Atom Smasher, Mark Renz 1-239-368-3252














What Am I?


by Mark Renz

I found this symphysis with a pronounced canine tooth and portion of mandible in a Labelle highway retention pond. It belongs to a 500,000 year-old Paleolama mirifica. The large canine indicates a male.

Although they were the size of rabbits and probably more closely related to miniature horses, the first camels (and horses) evolved in North America. Protylopus was small with no hump, had four toes and low-crowned teeth. It lived during the Eocene 54 to 37.5 million years ago.

In the Oligocene (37.5 to 24.5 million years ago), camels flourished in the woodlands of South Dakota. They were growing in size, standing about two feet high at the shoulders, and had lost two lateral toes.

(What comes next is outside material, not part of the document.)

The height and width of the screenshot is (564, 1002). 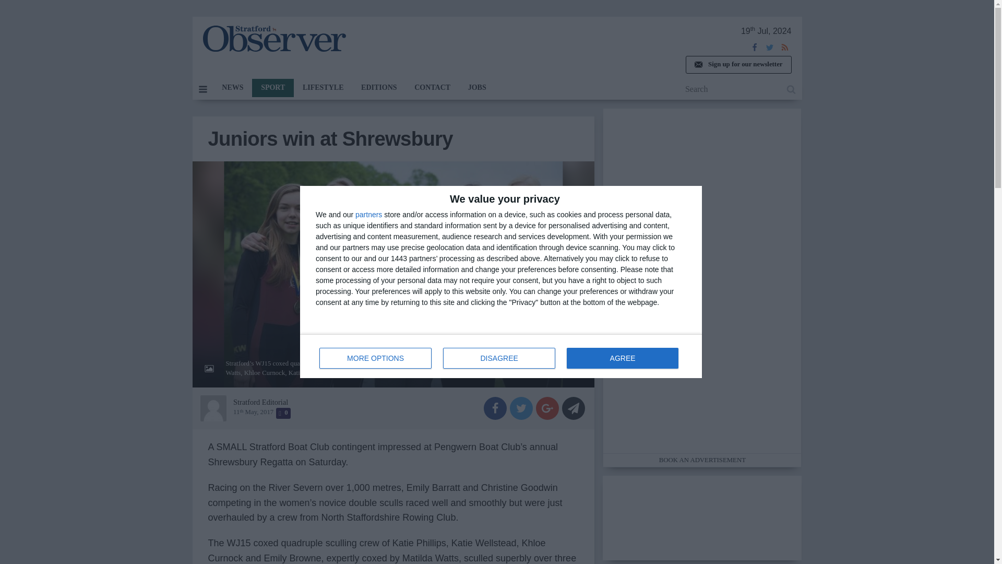 What do you see at coordinates (501, 356) in the screenshot?
I see `MORE OPTIONS` at bounding box center [501, 356].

Florida's earliest record of camels turns up during the Miocene (5.0 to 24.5 million years ago), with the genra Floridatragulus and Nothokemas. Before that epoch ended, three tribes emerged: the extinct giraffe camels, the true camel, and the llamas. Although all three are known from Florida, members of the llama tribe, such as Hemiauchenia, were always the most common. By the Pliocene (5 to 1.8 million years ago) in Florida, only Hemicauchenia had survived, living on through the Pleistocene as well (10,000 years before present to 1.8 million years).

During the Pliocene, llamas moved into South America. There, they further diversified into llamas and the vicuna, both of which were ideally suited to graze in high altitudes.

Also during the Pliocene, some camels migrated into Europe and Africa. Camels and llams became extinct in North America about 10,000 years ago.